| What you have to do |
Reproduce, character for character, the entries from their opening line through the line with "This screenshot has".

| Screenshot grounding data |
——————
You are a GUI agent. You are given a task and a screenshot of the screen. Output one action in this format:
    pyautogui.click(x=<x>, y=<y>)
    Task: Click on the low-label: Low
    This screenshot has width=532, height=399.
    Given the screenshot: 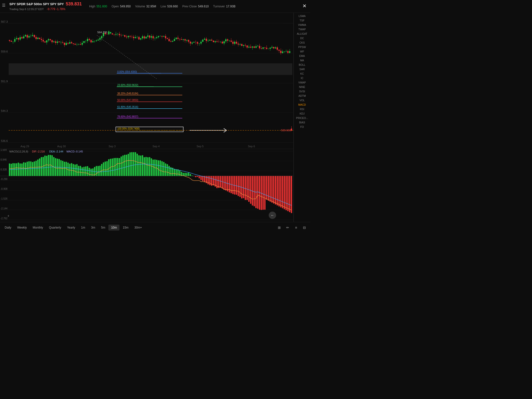 What is the action you would take?
    pyautogui.click(x=163, y=6)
——————
| Exercise result |
You are a GUI agent. You are given a task and a screenshot of the screen. Output one action in this format:
    pyautogui.click(x=<x>, y=<y>)
    Task: Click on the low-label: Low
    This screenshot has width=532, height=399.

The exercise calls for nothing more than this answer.